The tears surprised me. On Easter Sunday, I cried in a way I haven’t since all of this started two weeks into Lent. It wasn’t just a delicate drop slipping down my cheek but big messy tears, a mix of joy and grief, anxiety and peace.
Alleluia. Christ is risen.
The Lord is risen indeed. Alleluia.
For the fifth Sunday in a row, I sat through church service dressed in yoga pants, coffee cup nearby. I wept before the computer screen on our kitchen table, now my altar and my office. It is by far the longest I have gone without setting foot inside our church building in more than 20 years.
For the first Easter morning in my memory, I was not physically present in a sanctuary. Instead, apart and together, I worshipped with people who are precious to me, watching on Facebook as our rector led us through the Book of Common Prayer’s Holy Eucharist for Easter Day.
From an altar ringed with lilies, in front of pews that would ordinarily have been full, the priest, our deacon and three musicians offered a beautiful service that meant more to me than any other Easter has.
It was all that it could be in this time -- and more than I had expected.
In the Episcopal tradition, we begin anticipating Easter on Ash Wednesday. The days between them are a marathon of introspection; Holy Week marks the final, painful miles. You know that joy and celebration are coming, but you must first endure the heart-wrenching stretch at the end. All of that has felt far closer this year.
Our clergy and lay leaders, like so many others, quickly pivoted in how to attend to this unprecedented season, helping keep us connected.
As a result, instead of making the now-instinctive three right turns and two lefts from our driveway to the church, I took part remotely in a Lenten book study on Zoom. Discussion of Howard Thurman’s “Jesus and the Disinherited” was interrupted by an occasional request to mute a microphone or a random pause to allow someone’s internet to finish buffering so we could hear them.
The same for committee meetings, where more people were wearing baseball caps than I’d ever seen -- even in our casual congregation.
I watched the celebration of Sunday Eucharist online, grateful for the eternal nature of the liturgy.
Through these days, we have been challenged and strengthened, forced to surrender some old ways and to poke at some tender places we’d been avoiding. We have gained from that.
Yet I still grieve.
I am mindful that my losses are small in comparison to what many people have experienced, and that puts my sadness in perspective. Others have endured trauma in ways that I have not.
But I feel the loss of the Eucharist and the music that anchored my week. I miss the human contact of exchanging the peace or extending a hard hug to a young person home for break. I miss the retired clergywoman who shared the pew with me, as well as what she’d been reading lately. I miss the time before and after service -- wee ones skittering to church school, quick conversations to check on elderly parents in another state. I miss in-person church committee meetings with the conversation veering wildly off topic and everyone ending up laughing.
Church is liturgy and proclamation, yes. But it is also those small, unscripted moments that I have mourned mightily. There is something unique each Sunday that the congregation collectively creates.
I grieve that we have been missing that -- but I don’t regret its absence. I fully recognize that our time apart lives into Jesus’ commandment to his disciples on Maundy Thursday that we love one another. As much as we have missed each other’s physical presence, it has been necessary.
Church extends far beyond an individual building or a single holy day. Church happens in youth-led evening prayer on summer mission trips. It happens when we confront our privilege in the face of injustice toward our siblings.
It happens in quiet conversations with our elders as they draw us into God’s overwhelming presence with stories of their lessons, losses and loves. In those ways, I recognize that church cannot be contained within structures. It is people and shared philosophy and action out of a moral call.
This extraordinary Easter Sunday, the days that preceded it and the days yet to come have given me respect for church services offered remotely as a way to worship in community when we cannot be gathered together. This time has reinforced for me, however, that the gathered community matters as well.
The end of isolation and return to presence will mark a new season in the church. I look forward to its celebration.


• [Work to be completed]:
Omit the pictures. Transcribe exactly the lines below, from the one with "Select 'window' with a bounding box." up to and including the last.

[Dataset entries]
# # #

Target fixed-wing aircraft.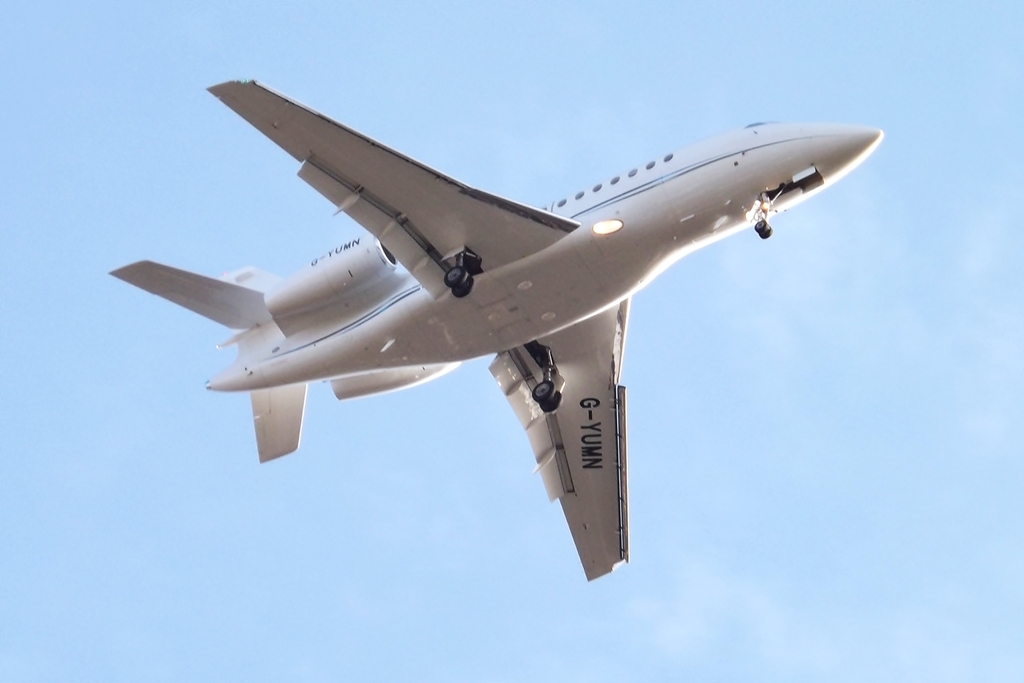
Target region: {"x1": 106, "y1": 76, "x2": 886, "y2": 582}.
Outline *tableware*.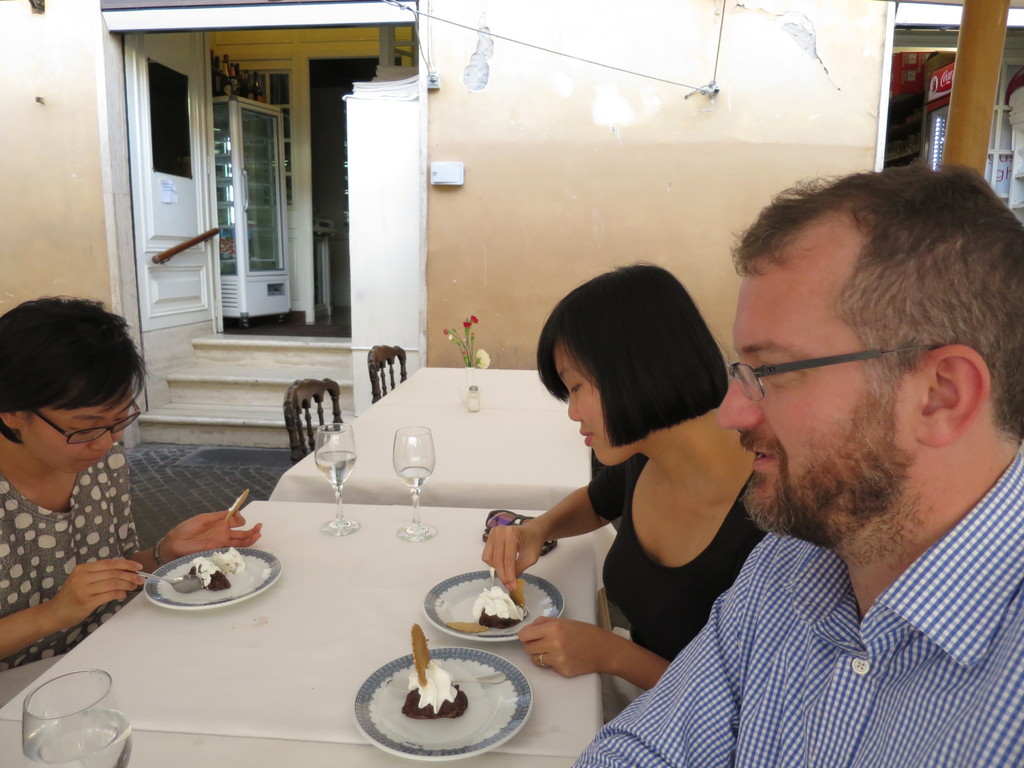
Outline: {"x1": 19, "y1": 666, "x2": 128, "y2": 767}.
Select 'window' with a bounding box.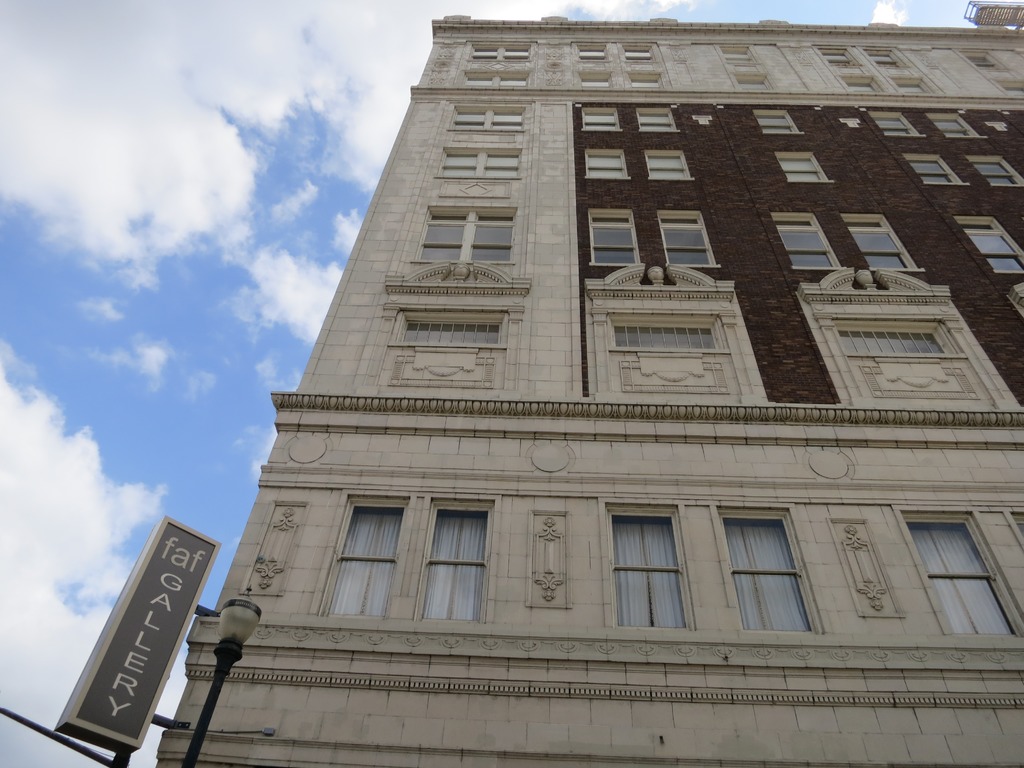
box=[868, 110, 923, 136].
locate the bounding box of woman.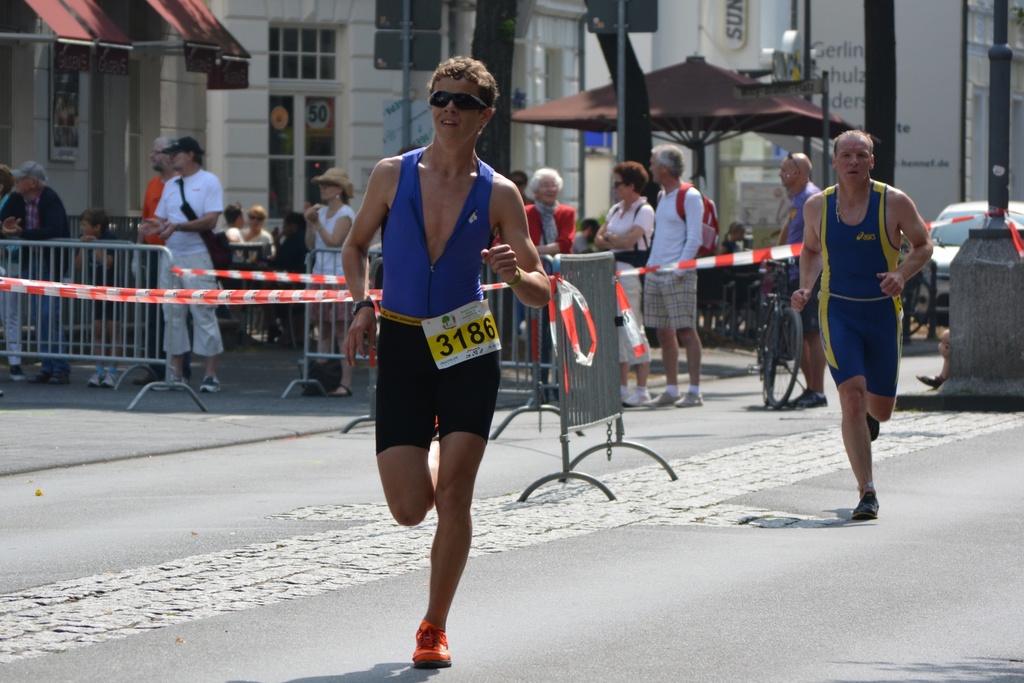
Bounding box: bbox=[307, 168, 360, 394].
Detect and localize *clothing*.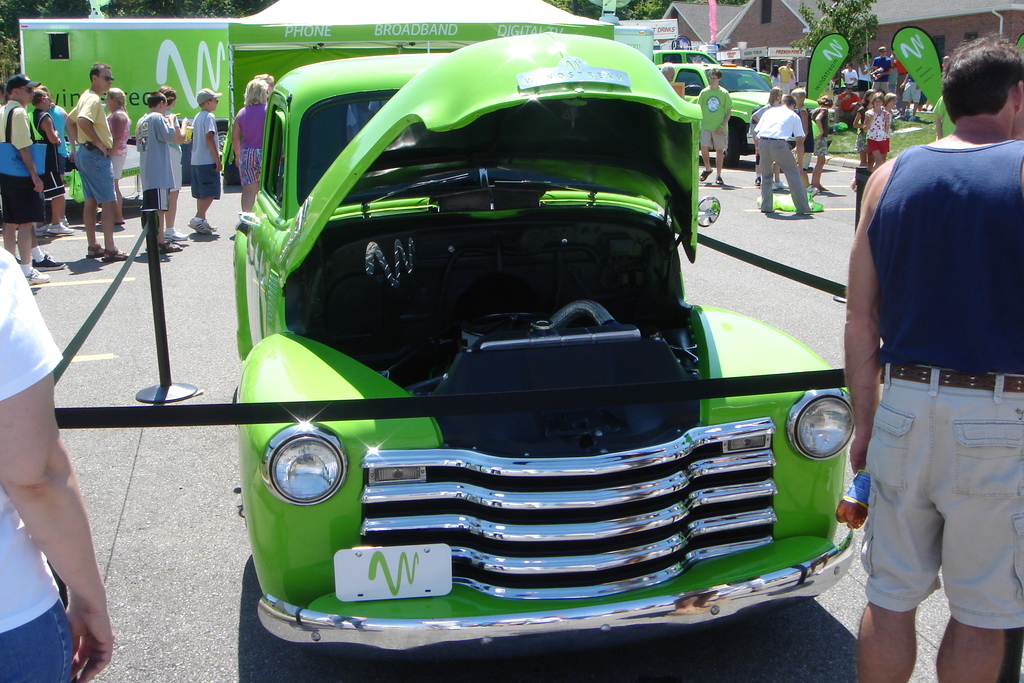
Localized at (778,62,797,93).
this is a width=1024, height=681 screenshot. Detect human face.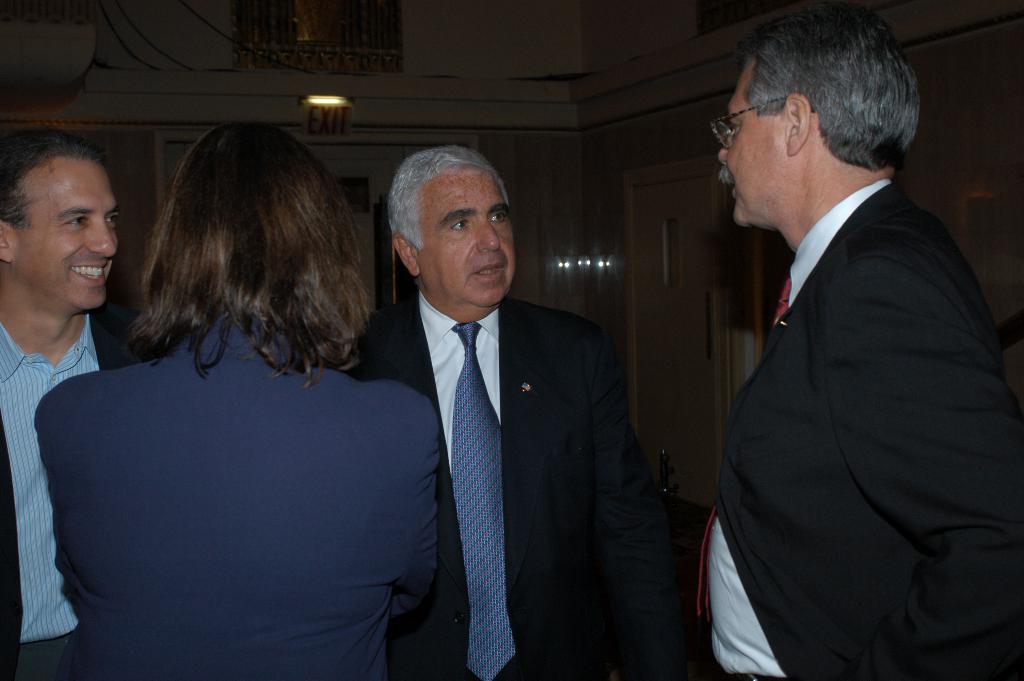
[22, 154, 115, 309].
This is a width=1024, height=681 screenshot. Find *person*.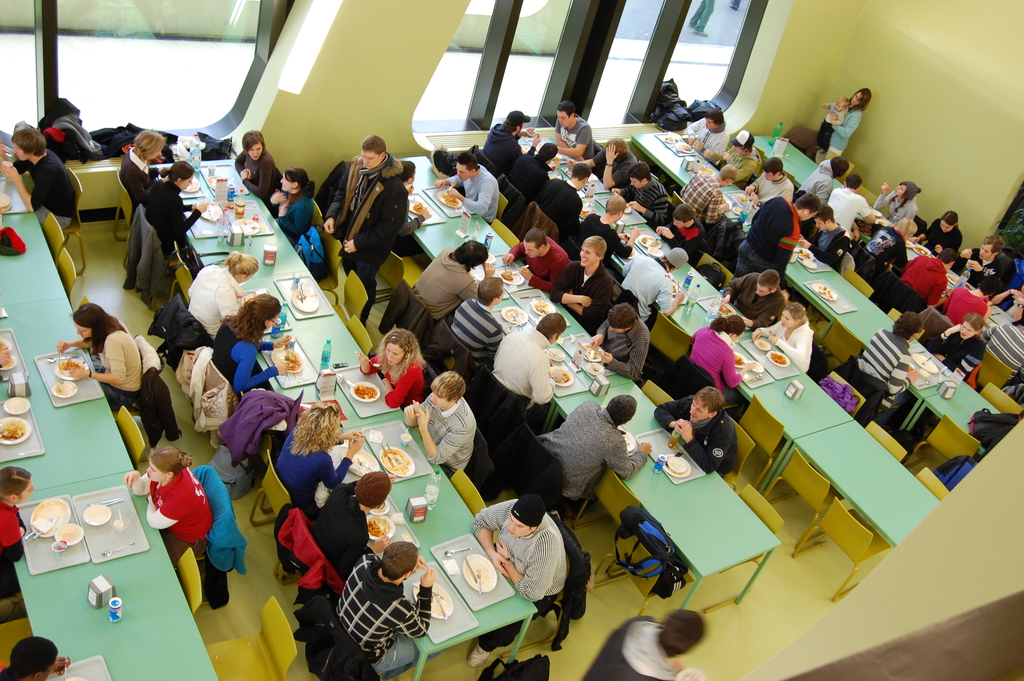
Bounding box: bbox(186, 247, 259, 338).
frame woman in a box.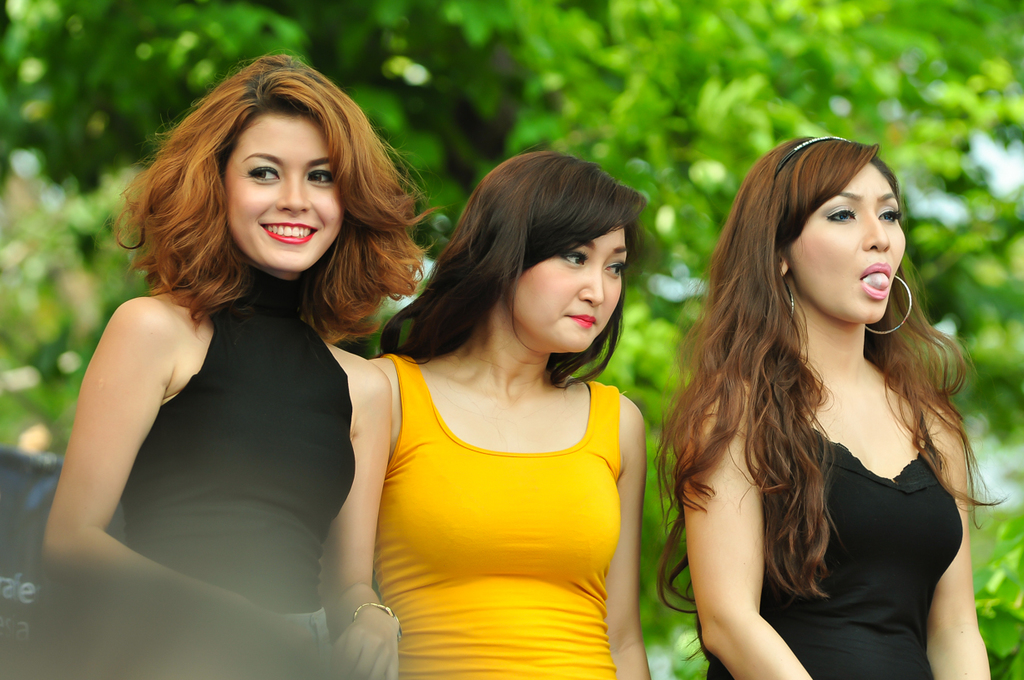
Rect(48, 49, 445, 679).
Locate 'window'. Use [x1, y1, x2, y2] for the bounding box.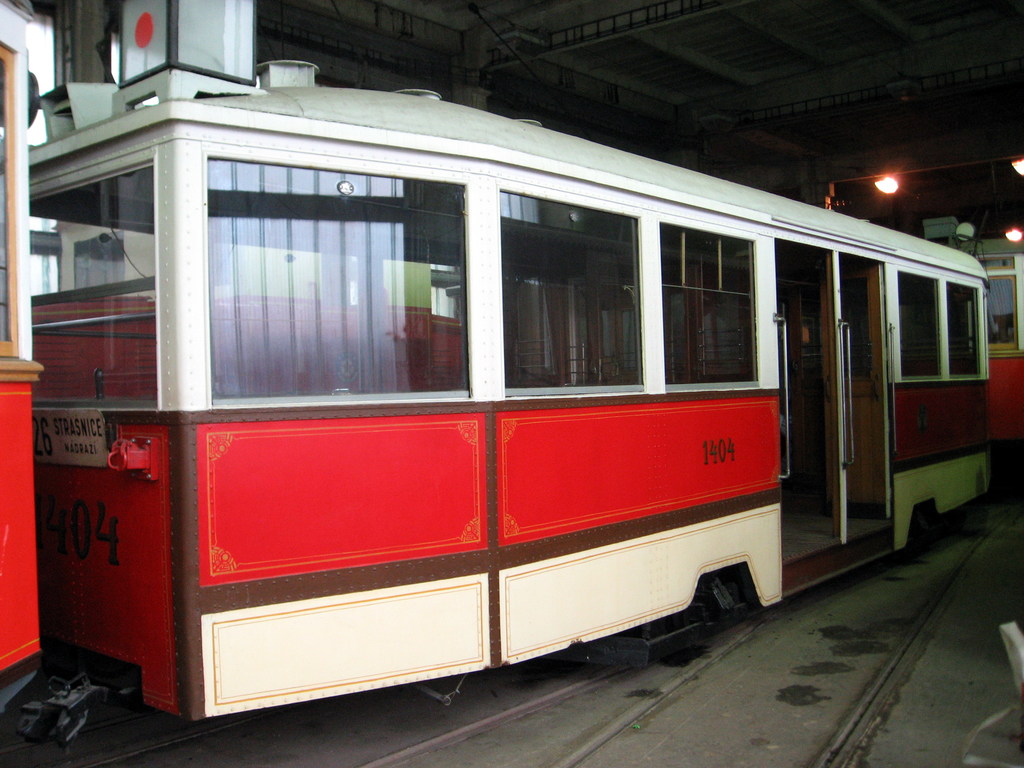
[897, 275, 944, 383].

# # #

• [Solution]:
Select 'window' with a bounding box.
box=[868, 110, 923, 136].
locate the bounding box of woman.
Bounding box: bbox=[307, 168, 360, 394].
Detect and localize *clothing*.
Localized at (778,62,797,93).
this is a width=1024, height=681 screenshot. Detect human face.
[22, 154, 115, 309].
This is a width=1024, height=681 screenshot. Find *person*.
Bounding box: bbox(186, 247, 259, 338).
frame woman in a box.
Rect(48, 49, 445, 679).
Locate 'window'. Use [x1, y1, x2, y2] for the bounding box.
[897, 275, 944, 383].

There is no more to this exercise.